→ Exercise details
Can you find the lines of the listing that include "will" and copy every one?

→ Given records
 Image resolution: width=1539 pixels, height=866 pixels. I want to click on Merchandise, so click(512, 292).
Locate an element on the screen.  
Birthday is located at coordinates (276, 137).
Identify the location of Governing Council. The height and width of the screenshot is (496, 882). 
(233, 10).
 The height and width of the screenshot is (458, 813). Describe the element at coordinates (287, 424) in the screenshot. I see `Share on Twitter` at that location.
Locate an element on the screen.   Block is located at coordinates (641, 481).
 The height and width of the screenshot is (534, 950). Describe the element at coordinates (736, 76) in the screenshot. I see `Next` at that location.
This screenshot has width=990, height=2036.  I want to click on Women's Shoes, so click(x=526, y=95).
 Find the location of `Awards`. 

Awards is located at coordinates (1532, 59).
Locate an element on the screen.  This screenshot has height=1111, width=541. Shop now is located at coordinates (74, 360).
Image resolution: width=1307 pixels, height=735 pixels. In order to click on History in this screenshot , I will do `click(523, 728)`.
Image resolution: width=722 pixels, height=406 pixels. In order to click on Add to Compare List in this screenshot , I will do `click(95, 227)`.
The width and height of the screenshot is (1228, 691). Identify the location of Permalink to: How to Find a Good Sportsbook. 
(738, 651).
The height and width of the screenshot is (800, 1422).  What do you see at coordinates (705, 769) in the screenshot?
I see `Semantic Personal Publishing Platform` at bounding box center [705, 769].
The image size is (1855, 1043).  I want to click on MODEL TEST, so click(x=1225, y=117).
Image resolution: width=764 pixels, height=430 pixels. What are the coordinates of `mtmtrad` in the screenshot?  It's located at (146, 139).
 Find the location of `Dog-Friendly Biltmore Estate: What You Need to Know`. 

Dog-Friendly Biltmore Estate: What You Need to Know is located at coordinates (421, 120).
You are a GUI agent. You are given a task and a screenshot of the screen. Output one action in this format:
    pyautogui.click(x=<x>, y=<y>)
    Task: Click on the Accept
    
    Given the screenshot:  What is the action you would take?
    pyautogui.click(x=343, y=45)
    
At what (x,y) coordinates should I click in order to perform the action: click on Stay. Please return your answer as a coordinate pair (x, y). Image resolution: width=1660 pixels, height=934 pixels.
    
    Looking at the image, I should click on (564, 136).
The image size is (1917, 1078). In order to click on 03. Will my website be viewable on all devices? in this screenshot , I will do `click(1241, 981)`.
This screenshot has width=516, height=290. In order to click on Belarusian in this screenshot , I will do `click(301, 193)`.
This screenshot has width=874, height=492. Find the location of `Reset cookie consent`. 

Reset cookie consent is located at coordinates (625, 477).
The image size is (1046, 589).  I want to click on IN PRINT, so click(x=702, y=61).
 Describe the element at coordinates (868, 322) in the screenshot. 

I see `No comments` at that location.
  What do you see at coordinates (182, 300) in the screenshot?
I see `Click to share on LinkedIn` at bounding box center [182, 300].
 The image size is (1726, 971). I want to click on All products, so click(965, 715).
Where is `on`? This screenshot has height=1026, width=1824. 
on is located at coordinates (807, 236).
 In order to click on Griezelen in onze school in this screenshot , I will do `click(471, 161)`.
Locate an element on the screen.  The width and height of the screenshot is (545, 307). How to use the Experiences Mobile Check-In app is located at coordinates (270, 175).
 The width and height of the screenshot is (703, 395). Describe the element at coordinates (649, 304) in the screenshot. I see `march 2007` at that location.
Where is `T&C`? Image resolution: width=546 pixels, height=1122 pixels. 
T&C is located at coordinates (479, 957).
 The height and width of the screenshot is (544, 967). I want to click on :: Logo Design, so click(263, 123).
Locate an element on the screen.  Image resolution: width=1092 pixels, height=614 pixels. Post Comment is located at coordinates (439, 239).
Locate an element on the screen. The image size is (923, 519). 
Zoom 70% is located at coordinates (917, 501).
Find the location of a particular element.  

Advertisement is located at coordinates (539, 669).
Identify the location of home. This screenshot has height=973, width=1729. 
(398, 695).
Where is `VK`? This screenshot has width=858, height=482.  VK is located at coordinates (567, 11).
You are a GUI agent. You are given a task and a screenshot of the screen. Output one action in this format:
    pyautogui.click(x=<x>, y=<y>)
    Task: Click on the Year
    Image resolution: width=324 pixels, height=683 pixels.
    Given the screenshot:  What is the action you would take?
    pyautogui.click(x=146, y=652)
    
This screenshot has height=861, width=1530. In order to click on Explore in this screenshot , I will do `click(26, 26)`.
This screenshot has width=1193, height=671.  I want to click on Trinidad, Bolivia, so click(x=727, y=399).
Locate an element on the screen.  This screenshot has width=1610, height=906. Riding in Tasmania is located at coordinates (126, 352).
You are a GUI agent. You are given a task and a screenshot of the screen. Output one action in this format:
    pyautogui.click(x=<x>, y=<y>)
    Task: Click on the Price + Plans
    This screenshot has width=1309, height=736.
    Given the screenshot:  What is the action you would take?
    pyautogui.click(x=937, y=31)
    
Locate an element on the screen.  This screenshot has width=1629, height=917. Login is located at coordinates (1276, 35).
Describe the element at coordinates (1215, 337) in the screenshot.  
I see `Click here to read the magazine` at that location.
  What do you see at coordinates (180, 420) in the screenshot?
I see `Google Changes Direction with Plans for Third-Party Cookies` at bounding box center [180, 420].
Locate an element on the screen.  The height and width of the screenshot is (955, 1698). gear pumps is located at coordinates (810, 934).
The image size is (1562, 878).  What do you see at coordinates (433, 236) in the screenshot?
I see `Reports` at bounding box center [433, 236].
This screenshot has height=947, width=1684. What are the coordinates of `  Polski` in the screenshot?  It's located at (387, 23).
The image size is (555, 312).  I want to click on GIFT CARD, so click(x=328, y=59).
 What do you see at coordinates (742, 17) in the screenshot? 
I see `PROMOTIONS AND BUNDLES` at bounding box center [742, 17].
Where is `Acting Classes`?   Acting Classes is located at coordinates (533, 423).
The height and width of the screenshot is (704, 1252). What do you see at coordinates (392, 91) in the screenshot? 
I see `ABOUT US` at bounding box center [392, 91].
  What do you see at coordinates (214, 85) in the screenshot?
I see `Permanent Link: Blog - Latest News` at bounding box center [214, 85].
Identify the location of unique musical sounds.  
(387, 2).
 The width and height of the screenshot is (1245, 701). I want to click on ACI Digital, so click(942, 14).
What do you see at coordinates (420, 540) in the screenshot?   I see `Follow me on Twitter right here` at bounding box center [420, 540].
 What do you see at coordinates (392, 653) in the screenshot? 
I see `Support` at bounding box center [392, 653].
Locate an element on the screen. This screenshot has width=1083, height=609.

→ Output
Image resolution: width=1307 pixels, height=735 pixels. In order to click on History in this screenshot , I will do `click(523, 728)`.
Image resolution: width=722 pixels, height=406 pixels. In order to click on Add to Compare List in this screenshot , I will do `click(95, 227)`.
The image size is (1917, 1078). In order to click on 03. Will my website be viewable on all devices? in this screenshot , I will do `click(1241, 981)`.
This screenshot has width=516, height=290. In order to click on Belarusian in this screenshot , I will do `click(301, 193)`.
 In order to click on Griezelen in onze school in this screenshot , I will do `click(471, 161)`.
This screenshot has height=861, width=1530. In order to click on Explore in this screenshot , I will do `click(26, 26)`.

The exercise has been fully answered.